Top of MATERIAL FOR THIS TASK
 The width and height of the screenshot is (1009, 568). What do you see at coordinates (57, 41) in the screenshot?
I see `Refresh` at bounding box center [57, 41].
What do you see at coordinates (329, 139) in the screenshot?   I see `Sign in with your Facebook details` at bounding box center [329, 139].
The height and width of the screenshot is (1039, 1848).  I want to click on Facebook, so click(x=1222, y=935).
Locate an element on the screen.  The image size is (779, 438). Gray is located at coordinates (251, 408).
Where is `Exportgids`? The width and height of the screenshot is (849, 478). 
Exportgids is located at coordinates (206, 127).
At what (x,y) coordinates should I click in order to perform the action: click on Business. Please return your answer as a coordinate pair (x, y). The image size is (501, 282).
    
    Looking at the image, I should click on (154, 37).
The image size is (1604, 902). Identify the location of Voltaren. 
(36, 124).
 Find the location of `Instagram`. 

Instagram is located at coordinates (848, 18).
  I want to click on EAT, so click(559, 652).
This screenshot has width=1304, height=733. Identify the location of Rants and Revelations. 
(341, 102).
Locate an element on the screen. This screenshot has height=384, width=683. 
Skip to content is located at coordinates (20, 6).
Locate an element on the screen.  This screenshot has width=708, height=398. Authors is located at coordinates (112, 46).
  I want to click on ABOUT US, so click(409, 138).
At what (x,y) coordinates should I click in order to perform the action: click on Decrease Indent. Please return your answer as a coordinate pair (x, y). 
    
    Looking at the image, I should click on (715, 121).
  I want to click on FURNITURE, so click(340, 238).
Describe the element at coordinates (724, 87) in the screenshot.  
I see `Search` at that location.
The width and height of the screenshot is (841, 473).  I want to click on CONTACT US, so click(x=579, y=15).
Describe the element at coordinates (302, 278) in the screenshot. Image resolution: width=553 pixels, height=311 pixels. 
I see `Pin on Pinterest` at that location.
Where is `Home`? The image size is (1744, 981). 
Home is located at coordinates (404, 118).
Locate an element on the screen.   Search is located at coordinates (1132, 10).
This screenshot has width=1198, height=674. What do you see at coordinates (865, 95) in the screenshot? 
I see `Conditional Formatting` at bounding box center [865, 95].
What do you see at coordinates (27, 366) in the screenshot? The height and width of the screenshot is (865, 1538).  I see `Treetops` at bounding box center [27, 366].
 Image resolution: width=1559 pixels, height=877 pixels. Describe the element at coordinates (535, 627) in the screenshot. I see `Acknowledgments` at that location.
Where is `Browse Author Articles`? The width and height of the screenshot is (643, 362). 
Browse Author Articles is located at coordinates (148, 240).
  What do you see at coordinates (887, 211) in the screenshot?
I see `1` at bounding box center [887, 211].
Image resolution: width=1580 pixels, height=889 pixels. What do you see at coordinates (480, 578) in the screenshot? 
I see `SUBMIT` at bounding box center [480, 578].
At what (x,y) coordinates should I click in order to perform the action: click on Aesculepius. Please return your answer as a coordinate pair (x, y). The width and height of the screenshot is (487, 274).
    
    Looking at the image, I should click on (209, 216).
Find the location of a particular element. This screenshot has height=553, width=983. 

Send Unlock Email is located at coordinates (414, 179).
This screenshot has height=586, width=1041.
Bottom of MATERIAL FOR THIS TASK
TASK REQUIREMENTS ▸ Would you output the lines from the one that contains "is (487, 274)." to the end of the data, both ends included, exactly as they appear?

OUTPUT FOR THIS TASK ▸
At what (x,y) coordinates should I click in order to perform the action: click on Aesculepius. Please return your answer as a coordinate pair (x, y). The width and height of the screenshot is (487, 274).
    
    Looking at the image, I should click on (209, 216).
Find the location of a particular element. This screenshot has height=553, width=983. 

Send Unlock Email is located at coordinates (414, 179).
This screenshot has height=586, width=1041.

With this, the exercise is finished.